AV-Comparatives Rates Anti-Malware Performance

Wednesday, December 23, 2009


Last week AV-Comparatives.org released the results of their recent "Whole Product Dynamic Test," which challenges anti-malware products to protect test systems as if in the real world.

This week they've got a new one for us - a performance test on the same collection of products. The virus experts timed a variety of commonplace actions with and without each product installed and compared the results to determine which had the lowest impact on system performance.

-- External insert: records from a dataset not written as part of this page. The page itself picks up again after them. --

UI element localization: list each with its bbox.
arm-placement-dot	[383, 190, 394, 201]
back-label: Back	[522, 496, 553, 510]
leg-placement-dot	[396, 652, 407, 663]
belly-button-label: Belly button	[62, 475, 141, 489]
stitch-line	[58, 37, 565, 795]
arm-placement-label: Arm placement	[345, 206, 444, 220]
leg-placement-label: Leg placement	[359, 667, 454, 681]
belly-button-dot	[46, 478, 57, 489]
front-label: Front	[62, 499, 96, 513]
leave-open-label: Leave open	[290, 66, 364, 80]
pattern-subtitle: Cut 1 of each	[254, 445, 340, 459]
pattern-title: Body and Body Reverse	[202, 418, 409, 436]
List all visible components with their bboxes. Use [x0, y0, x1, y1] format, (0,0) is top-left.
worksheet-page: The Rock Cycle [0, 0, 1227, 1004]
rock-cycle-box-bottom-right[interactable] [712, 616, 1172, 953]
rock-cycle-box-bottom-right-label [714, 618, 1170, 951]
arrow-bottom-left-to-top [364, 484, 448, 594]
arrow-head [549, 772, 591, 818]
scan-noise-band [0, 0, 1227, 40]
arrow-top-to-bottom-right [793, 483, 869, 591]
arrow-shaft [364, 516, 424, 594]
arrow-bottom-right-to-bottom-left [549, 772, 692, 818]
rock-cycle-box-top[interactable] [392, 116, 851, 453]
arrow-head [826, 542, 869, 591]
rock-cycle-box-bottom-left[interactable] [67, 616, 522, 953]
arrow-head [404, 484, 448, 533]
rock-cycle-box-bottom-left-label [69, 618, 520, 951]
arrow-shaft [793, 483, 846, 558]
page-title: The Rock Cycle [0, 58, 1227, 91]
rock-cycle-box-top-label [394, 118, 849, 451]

AV-Comparatives used just-defragmented disks for testing and worked to eliminate any external factors that would influence performance, even considering the temperature in the lab. They repeated each test several times and averaged the results. In several cases they ran the test and then ran the same test again, to handle programs that learn and therefore run more quickly after the first time.

Overall their tests were very similar to the tests I use for evaluating performance in my reviews of security suites, except that they didn't attempt to measure impact on the system's boot time. The team also used results from the World Bench test suite, noting how much the overall score went down with each product installed.

Of course low performance impact is just one element that defines a good security product. I could write a product with absolutely no impact on performance simply by programming it to do nothing at all. But for the most part the high scorers were also high-powered in their protection.

Norton AntiVirus 2010, Microsoft Security Essentials 1.0, avast! Free 5.0 and seven others received three stars (the highest rating ADVANCED+); AVIRA AntiVir Premium 9.0 eked out the highest score. Even the low scorers eScan AntiVirus 10.0 and Trustport Antivirus 2010 achieved STANDARD (one star) protection.

Get the rest of this story on PCMag's Security Watch blog.